Surpassing Scale by Efficiency: A Compact 135M Parameter Foundational LLM Natively Adapted for the Bangla Language

· Source: Computation and Language · Field: Technology & Digital — Artificial Intelligence & Machine Learning, Software Development & Engineering · Depth: Expert, quick

Summary

bangla-smollm-135m is a compact 135-million parameter decoder-only foundational large language model specifically designed for efficient language modeling in the Bangla script. Developed to address the computational challenges of deploying large models on edge, mobile, and decentralized hardware for low-resource, non-Latin scripts, this model employs a deterministic intersect-and-append token merging strategy. This method, applied between TituLLMs and SmolLM2-135M, effectively mitigates subword script fragmentation without compromising early pretrained parameter states. In zero-shot multi-task benchmark evaluations, including PIQA_bn, OpenBookQA_bn, CommonsenseQA_bn, and Bangla_MMLU, bangla-smollm-135m demonstrates performance comparable to or exceeding models twice its size, such as Gemma-3-270m, and achieves parity with models in the 1B parameter tier. The model is publicly available at rnnandi/bangla-smollm-135m.

Key takeaway

For NLP Engineers developing LLMs for low-resource languages, you should consider compact, specialized architectures like bangla-smollm-135m. This model demonstrates that strategic token merging can achieve performance parity with 1B parameter models, enabling efficient deployment on computationally constrained edge or mobile systems. Evaluate similar efficiency-focused adaptation techniques to overcome subword fragmentation and reduce infrastructure costs for non-Latin script applications.

Key insights

A compact 135M parameter LLM for Bangla achieves 1B-tier performance by efficiently merging tokens, overcoming low-resource script challenges.

Principles

Method

A deterministic intersect-and-append token merging strategy, applied between TituLLMs and SmolLM2-135M, adapts foundational models for non-Latin scripts while preserving early pretrained parameter states.

In practice

Topics

Best for: AI Engineer, Research Scientist, AI Scientist, Machine Learning Engineer, NLP Engineer

Related on AIssential

Open in AIssential →

Editorial summary, takeaway, and curation by AIssential. Original article published by Computation and Language.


▶ Problem description
Should a line in the entries below contain "plot", return that line.

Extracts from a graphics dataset

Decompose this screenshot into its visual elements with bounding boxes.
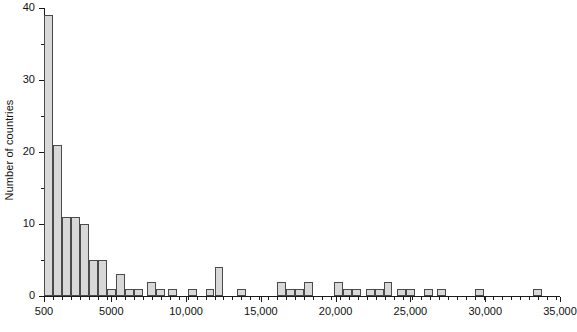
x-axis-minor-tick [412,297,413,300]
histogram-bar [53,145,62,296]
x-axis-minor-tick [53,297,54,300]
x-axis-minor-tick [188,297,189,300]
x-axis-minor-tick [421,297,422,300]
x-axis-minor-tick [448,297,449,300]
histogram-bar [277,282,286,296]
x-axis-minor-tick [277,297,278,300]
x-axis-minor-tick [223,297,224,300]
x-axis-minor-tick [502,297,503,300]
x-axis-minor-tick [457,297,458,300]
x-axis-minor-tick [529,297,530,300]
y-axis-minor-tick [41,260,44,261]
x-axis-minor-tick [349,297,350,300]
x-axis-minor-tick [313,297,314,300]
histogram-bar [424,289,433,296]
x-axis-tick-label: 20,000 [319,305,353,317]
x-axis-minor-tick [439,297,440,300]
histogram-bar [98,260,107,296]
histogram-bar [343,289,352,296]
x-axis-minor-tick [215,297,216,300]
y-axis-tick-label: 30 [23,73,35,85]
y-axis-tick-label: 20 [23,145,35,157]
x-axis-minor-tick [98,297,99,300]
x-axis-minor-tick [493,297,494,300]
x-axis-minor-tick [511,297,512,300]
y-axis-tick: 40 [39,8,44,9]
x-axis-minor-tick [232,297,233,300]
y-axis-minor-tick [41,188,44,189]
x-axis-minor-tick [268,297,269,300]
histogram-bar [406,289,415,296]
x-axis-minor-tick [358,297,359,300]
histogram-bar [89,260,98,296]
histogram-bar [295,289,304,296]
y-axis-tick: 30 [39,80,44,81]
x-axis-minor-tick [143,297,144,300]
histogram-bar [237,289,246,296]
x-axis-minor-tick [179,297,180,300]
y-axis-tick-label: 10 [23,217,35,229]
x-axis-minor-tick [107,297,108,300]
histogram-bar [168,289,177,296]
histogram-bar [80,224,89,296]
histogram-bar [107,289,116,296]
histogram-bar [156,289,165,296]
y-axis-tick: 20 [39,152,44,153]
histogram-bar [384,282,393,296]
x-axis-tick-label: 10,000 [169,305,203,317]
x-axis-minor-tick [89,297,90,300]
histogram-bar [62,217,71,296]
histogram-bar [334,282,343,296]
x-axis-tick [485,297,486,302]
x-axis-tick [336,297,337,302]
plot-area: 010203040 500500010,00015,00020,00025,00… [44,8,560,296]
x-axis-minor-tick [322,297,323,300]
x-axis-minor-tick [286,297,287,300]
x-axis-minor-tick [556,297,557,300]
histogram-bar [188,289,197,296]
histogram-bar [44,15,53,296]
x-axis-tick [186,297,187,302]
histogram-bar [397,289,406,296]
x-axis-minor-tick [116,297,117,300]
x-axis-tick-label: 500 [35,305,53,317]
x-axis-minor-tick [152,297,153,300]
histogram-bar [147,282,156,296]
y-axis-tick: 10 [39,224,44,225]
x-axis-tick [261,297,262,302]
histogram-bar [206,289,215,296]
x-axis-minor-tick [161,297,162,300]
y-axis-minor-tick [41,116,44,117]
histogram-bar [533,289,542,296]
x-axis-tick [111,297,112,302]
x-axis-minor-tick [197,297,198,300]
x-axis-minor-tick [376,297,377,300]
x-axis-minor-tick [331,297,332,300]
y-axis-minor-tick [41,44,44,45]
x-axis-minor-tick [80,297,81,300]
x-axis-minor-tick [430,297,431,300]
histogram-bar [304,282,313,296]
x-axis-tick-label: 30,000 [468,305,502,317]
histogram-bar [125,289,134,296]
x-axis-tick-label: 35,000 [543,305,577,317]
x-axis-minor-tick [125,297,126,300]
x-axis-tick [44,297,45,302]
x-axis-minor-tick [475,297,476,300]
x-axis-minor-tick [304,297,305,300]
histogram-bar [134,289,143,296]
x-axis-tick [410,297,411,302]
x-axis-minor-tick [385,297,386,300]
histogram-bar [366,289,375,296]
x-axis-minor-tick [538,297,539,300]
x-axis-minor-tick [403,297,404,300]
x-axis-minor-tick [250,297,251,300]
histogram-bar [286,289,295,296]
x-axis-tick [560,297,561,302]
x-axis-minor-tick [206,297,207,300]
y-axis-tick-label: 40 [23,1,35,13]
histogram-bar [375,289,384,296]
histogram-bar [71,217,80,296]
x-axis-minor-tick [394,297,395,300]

==

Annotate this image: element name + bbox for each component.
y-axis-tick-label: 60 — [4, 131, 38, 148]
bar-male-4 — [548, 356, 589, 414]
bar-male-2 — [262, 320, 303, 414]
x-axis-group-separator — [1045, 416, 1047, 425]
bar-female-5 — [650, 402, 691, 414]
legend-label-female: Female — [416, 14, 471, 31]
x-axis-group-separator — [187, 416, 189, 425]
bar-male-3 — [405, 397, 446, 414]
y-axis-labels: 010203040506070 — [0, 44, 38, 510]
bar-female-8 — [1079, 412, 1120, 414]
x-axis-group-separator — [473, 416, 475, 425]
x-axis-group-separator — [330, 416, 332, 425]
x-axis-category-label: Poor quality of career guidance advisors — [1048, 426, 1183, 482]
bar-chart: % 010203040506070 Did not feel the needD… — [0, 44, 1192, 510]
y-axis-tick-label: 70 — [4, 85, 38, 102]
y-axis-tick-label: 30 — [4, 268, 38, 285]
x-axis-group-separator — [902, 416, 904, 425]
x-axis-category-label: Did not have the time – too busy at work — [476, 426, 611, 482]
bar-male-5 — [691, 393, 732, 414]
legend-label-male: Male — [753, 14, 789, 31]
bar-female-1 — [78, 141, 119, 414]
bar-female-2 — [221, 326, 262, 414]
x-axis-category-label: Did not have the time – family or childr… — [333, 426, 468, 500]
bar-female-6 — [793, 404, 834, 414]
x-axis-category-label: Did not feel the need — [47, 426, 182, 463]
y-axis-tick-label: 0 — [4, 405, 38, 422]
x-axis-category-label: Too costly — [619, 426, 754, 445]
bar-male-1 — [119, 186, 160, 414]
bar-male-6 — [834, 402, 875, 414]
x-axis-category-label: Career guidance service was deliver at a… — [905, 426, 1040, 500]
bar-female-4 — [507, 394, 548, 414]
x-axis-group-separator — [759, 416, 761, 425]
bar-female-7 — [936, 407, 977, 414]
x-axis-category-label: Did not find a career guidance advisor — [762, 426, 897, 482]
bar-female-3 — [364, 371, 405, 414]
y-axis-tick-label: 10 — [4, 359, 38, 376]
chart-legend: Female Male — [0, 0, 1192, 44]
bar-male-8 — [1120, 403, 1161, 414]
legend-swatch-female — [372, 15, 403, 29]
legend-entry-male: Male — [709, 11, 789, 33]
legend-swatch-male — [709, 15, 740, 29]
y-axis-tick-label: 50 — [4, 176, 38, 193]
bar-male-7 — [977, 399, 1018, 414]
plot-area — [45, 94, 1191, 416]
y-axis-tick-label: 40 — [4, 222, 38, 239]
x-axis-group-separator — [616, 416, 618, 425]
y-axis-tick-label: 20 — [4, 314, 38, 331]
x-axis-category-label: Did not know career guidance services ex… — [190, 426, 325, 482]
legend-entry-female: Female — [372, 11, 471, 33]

▶ Task answer
plot-area: 010203040 500500010,00015,00020,00025,00… [44,8,560,296]
plot-area — [45, 94, 1191, 416]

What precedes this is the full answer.